Earlier this month, IBM released a security tool called SMash (short for "secure mashups") that aims to solve the problem without changing the browser. SMash allows content from multiple sources to be displayed on a single page, and it enables tools to communicate in a safe way, explains Larry Koved, Web 2.0 security scientist for IBM Research. A secure communication channel monitors information sent between tools, while still maintaining their separate identities and separate sets of permissions. A mashup creator using SMash connects each tool to a hub that then takes charge of monitoring the messages sent between tools, looking for suspicious activity. Koved says that each tool included in the mashup can control how its data is transformed and presented.
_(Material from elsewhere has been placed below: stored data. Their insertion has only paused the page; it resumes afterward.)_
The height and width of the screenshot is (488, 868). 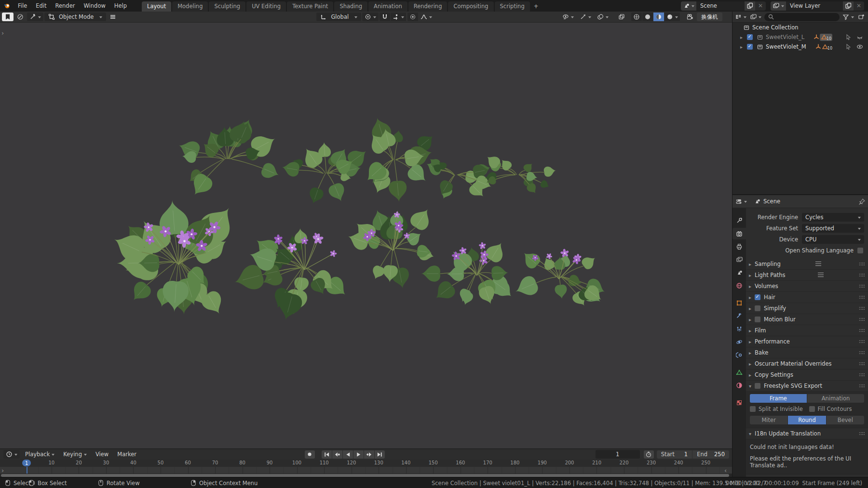 What do you see at coordinates (380, 455) in the screenshot?
I see `jump-to-end-button` at bounding box center [380, 455].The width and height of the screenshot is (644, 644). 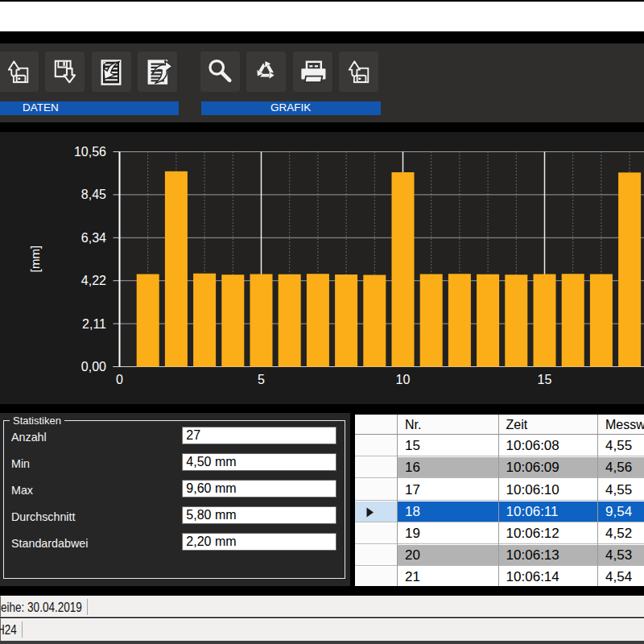 What do you see at coordinates (93, 367) in the screenshot?
I see `svg-text: 0,00` at bounding box center [93, 367].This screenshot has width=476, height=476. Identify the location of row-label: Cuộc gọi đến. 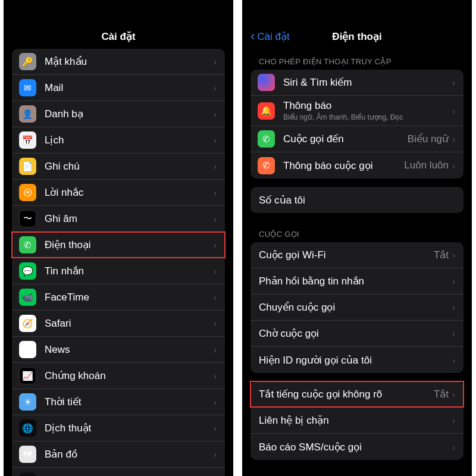
(345, 139).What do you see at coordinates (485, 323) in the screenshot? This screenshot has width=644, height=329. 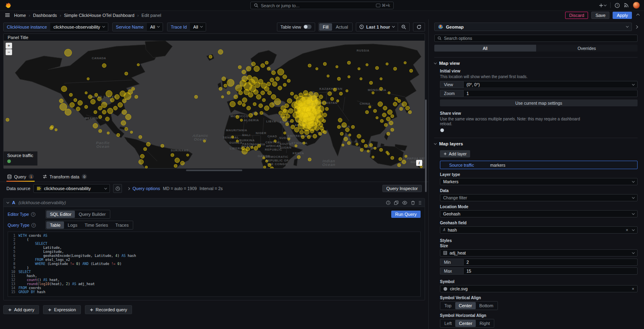 I see `option-right: Right` at bounding box center [485, 323].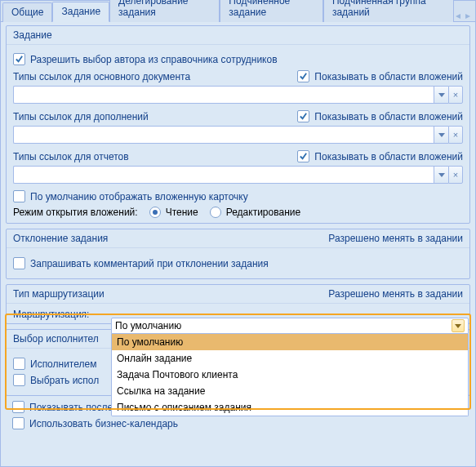  Describe the element at coordinates (101, 77) in the screenshot. I see `group0-title: Типы ссылок для основного документа` at that location.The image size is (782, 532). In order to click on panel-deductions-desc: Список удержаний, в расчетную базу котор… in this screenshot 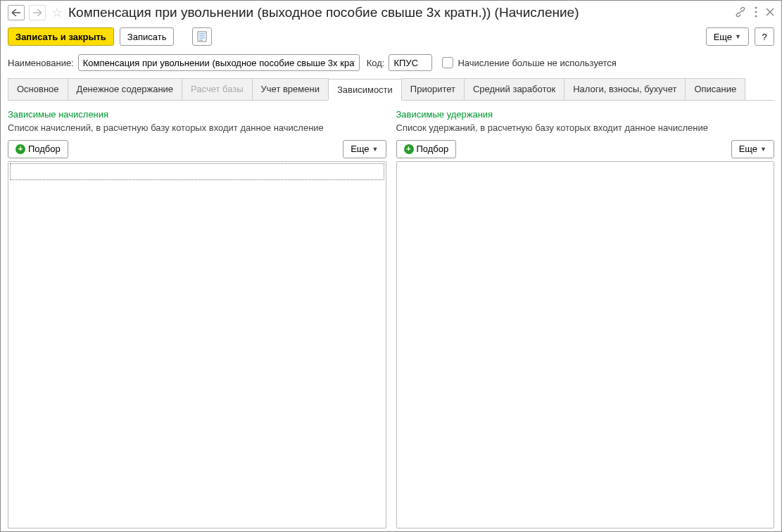, I will do `click(586, 128)`.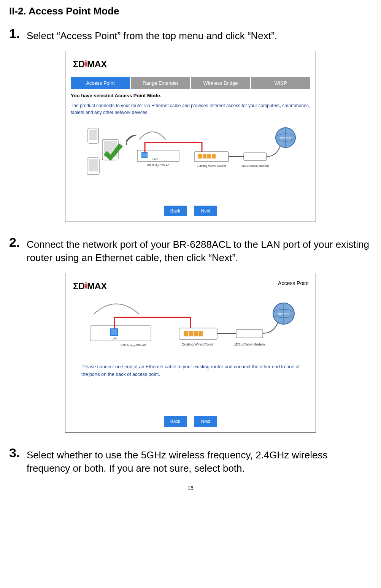 This screenshot has width=381, height=588. What do you see at coordinates (190, 250) in the screenshot?
I see `step-2: 2. Connect the network port of your BR-6…` at bounding box center [190, 250].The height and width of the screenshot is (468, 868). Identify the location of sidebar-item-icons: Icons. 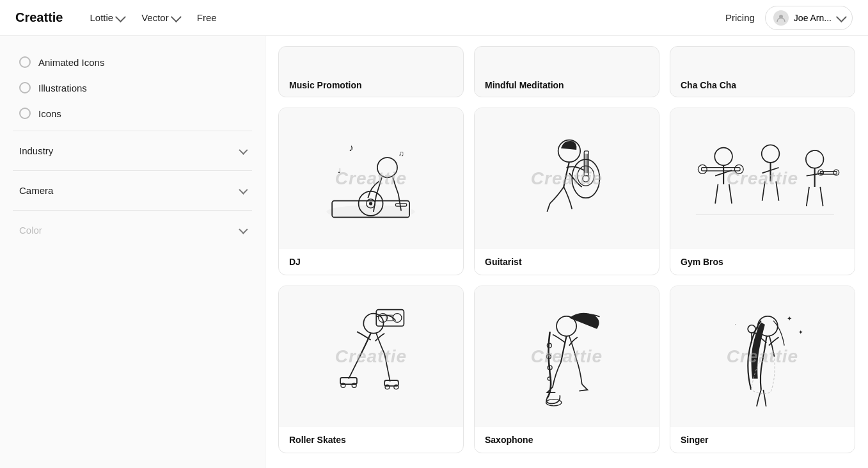
(132, 113).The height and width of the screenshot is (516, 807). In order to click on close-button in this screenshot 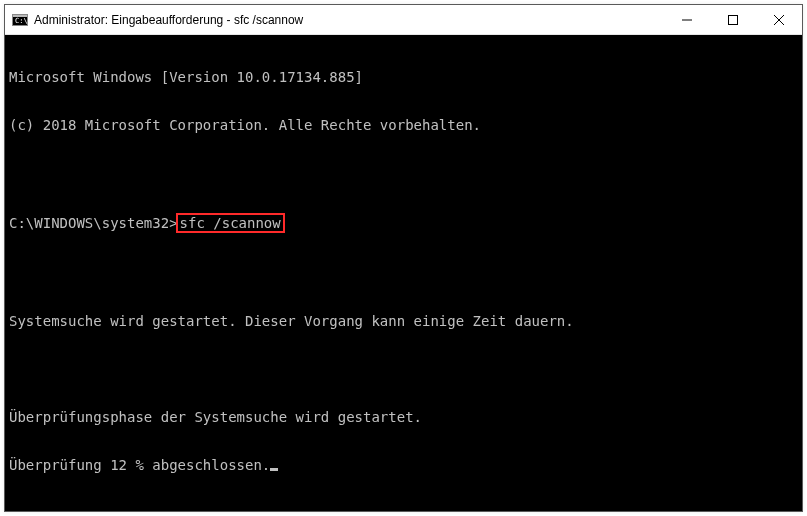, I will do `click(779, 20)`.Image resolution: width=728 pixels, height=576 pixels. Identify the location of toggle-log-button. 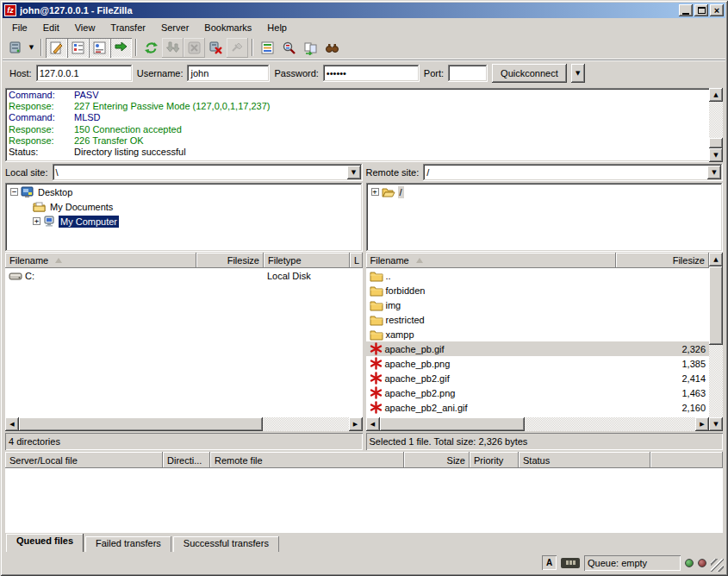
(57, 48).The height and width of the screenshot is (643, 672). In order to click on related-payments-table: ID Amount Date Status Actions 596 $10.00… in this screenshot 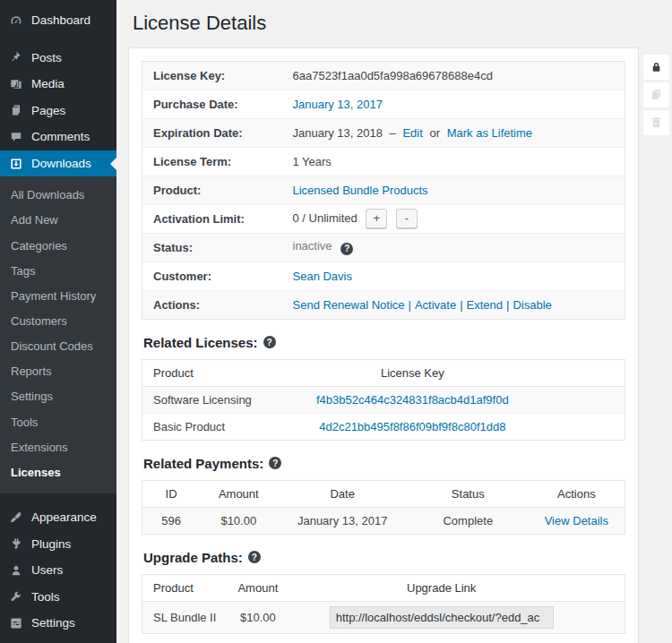, I will do `click(383, 507)`.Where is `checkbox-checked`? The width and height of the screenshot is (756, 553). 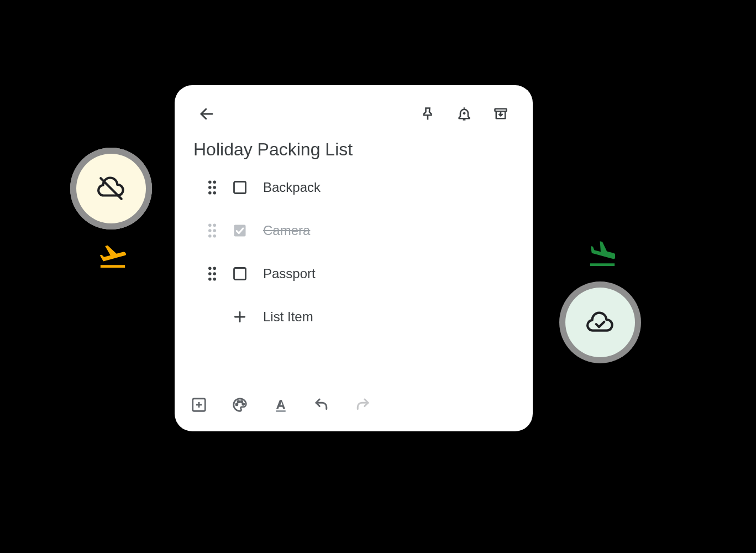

SMash, says Boloker, trades off the ability to tightly interconnect widgets within a mashup in order to keep it secure and easy to make. IBM plans to incorporate SMash in its Lotus Mashups product, to be released this summer, and the company has also donated the code to the OpenAjax Alliance, which allows any mashup maker to use it.

Chris Warner, director of marketing at mashup maker JackBe, says of existing offerings, "In general, mashup security is still a bit of a Wild West." As a member of the OpenAjax Alliance, he says, JackBe plans to support SMash and other standards released through the alliance. He adds that "the next step for the mashup industry is to make sure that we develop a universal picture of security."